Tuesday, October 14, 2008

Those Pale Young Gents

I first heard a track from the Pale Young Gentlemen's second disc Black Forest (tra la la) all of two weeks ago and since that time, the number of reviews has exploded. This is of course not exceptional for a new album, but as I am new to PYG, I have been reading a lot of them and trying to glean some common threads in the reviews. Here are a few.

Lots of comparisons to The Decemberists (although I find the D's to be much more rock-oriented) and also to Beirut--a band I need to learn more about. Not sure these hold, but the basic point here is that you have in PYG a group of classically influenced artists playing indie music--or a group of indie musicians striving for a classical sound. I am not sure which. Part of the result is a lot of descriptions of their music as having a gypsy, eastern-European sound. Yeah, I guess--sort of. I hear it more as a string quartet who met an acoustic punk/folk rock guitar player and they decided to form a band.

The general sense is that this second album is solid with the real highlights being the upbeat tunes which strike most as more similar to their first self-released album which I read described in more than one place as "rollicking." As a result, the most common complaint is that this album has a few too many mid-tempo pieces that blend together. I agree that the up-tempo pieces are the highlights, but in part because they pop out among the others. Perhaps a couple more would create a more balanced album, but I quite like how tra la la holds together as the slower tempo tunes have their own distinct nature that you get with listening to the album a number of time. (Have I said that I like albums that change/improve with listening and that too often I find reviews feeling like someone listened once and sat down to write? I do.)

And finally, while many seem a bit fraught about this album, they all want so badly to like it as part of PYG's growing and rich oeuvre--and they want readers to like this band and hope that this is a band that has a long future. Me too. But one way or the other I suspect that however these musicians go forward, whether together for a long while or spreading out and spawning other groups, they will be playing fine music for years to come.

I am going to give you two cuts here that appear next to each other on the album. The first, a slower introspective piece that characterizes much of the album followed by the cut that seems to be the agreed upon "hit" of the album which is hard to disagree with--in fact, I don't. Enjoy.

Goldenface, Morninglight
The Crook of My Good Arm

1 comment:

Lisa B. said...

Glad to hear about people I don't know much about, so I'll be finding more of this to check out.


**Work to complete**
What is the number of lines in the records below holding the string "ffffff"? Reply with it and nothing else.

(Stored data begins)

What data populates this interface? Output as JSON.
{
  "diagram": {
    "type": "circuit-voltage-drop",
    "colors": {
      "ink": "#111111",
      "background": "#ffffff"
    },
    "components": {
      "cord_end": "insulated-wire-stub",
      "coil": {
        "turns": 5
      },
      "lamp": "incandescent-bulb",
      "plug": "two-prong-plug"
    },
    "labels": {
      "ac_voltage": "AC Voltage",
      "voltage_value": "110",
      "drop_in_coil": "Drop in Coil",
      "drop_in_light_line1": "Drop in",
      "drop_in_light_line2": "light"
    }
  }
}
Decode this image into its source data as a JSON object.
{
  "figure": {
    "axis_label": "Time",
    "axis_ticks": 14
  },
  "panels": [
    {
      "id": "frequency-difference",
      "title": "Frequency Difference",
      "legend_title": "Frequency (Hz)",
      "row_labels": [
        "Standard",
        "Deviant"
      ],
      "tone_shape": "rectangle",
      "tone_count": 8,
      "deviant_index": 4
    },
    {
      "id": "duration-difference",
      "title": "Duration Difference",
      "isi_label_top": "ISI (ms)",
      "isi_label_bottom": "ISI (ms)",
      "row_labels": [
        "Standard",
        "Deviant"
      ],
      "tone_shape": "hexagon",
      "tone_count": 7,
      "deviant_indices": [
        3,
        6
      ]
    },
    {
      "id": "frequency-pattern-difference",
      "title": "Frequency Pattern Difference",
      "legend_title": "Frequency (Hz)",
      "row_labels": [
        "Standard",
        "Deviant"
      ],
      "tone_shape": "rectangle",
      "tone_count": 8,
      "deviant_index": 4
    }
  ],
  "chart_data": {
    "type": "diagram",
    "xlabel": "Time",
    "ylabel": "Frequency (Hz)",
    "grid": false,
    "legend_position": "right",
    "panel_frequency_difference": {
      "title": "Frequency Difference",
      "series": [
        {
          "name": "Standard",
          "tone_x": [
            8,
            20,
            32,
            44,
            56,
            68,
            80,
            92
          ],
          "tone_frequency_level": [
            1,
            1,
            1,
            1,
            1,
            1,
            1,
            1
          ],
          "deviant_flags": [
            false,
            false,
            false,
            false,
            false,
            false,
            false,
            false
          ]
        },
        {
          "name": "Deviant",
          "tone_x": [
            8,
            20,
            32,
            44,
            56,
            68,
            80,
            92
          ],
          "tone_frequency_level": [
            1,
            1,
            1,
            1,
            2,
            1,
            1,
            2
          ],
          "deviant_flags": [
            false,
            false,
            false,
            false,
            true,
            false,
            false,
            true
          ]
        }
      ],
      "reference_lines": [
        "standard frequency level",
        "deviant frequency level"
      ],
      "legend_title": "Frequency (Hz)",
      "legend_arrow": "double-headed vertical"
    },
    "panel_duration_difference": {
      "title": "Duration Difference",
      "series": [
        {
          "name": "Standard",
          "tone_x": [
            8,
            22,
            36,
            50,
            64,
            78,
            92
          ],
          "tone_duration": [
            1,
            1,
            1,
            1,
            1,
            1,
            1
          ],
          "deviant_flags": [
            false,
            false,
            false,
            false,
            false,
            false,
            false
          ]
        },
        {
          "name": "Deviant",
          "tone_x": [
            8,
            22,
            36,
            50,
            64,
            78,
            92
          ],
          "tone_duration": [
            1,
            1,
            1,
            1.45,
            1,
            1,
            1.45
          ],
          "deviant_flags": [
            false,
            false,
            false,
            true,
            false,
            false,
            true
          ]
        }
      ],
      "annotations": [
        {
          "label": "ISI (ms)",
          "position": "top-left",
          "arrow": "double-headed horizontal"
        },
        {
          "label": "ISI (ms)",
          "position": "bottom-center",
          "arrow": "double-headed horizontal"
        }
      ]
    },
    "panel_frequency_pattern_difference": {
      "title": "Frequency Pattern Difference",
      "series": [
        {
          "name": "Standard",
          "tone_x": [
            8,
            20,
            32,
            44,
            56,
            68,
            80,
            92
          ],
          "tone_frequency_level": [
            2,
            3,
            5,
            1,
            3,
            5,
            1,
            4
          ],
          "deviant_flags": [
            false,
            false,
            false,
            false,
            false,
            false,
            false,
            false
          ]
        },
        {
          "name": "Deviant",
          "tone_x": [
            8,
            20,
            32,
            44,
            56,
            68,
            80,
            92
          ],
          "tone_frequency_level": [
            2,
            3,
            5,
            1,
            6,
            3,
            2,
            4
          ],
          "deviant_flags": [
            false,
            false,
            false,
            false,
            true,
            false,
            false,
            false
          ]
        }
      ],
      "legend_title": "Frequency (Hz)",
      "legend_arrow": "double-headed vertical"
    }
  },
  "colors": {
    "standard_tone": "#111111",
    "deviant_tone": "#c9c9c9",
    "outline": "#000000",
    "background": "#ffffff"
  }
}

(Stored data ends)

**Worked solution**
2